Nucor's free cash flow is set to flip from negative to $4B by 2028, but the tariff shield that drives pricing power may not be permanent. Here is the risk event.
Nucor Corporation is shifting from a $20 billion capital spending cycle into a phase where free cash flow could jump from a negative $188 million in 2025 to over $4 billion by 2028, according to a recent analysis by Ozeco on Crack The Market's Substack. The steelmaker's bet rests on two pillars: durable tariff protection and a surge in demand from AI data centers and federal infrastructure projects.
The 50% Section 232 tariffs, now expanded to cover about 600 derivative products, have already cut import share from 22% to 14%. That has boosted domestic pricing power. Nucor's management points to demand from AI data centers, naval shipbuilding, CHIPS Act fabs, and federal infrastructure as longer-term drivers. The company has retired 20% of its shares since 2017 and authorized a $4 billion buyback, roughly 8% of its market cap.
At roughly 8 times forward EBITDA, the stock trades below the broader market's multiple. Nucor has paid dividends for 53 consecutive years. Hedge fund interest has increased: 59 funds held NUE at the end of the first quarter, up from 44 in the prior quarter. The shares traded at $253.40 on June 8, with a trailing P/E of 25.24 and a forward P/E of 18.28, according to Yahoo Finance.

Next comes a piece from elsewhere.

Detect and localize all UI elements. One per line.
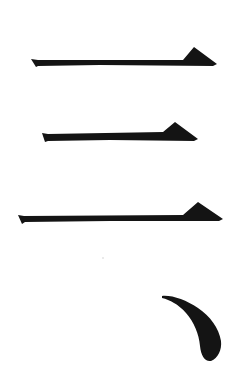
ink-speck	[102, 257, 104, 259]
brush-strokes-canvas	[0, 0, 234, 368]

The bullish case assumes the tariff regime stays in place. Any shift in trade policy, a rollback or a change in administration, would erode the pricing advantage that underpins the FCF forecast. The capital program's end is a known event; the scale of demand from data centers and reshoring is less certain. If AI campus buildouts slow or federal infrastructure spending gets delayed, the volume and price assumptions could prove optimistic.
Confirmation would come as Nucor reports rising margins and falling capex in the next two to three quarters, alongside sustained domestic steel prices above $800 per ton. A reversal would appear if import share climbs back toward 20% or if new capacity from competitors floods the market.

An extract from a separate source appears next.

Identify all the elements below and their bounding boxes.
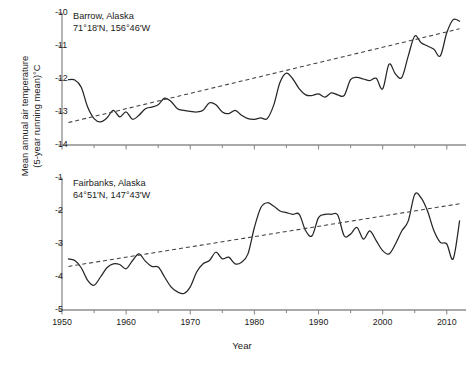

AlphaScala's proprietary model gives NUE a score of 52 out of 100, a Mixed rating. The next scheduled catalyst is Nucor's second-quarter earnings report, expected in late July. The company's West Virginia mill, part of the $20 billion capital program, is still ramping up and will be a key driver of volume growth.
For more on Nucor's valuation and positioning, see the NUE stock page.
Prepared with AlphaScala research tooling and grounded in primary market data: live prices, fundamentals, SEC filings, hedge-fund holdings, and insider activity. Each story is checked against AlphaScala publishing rules before release. Educational coverage, not personalized advice.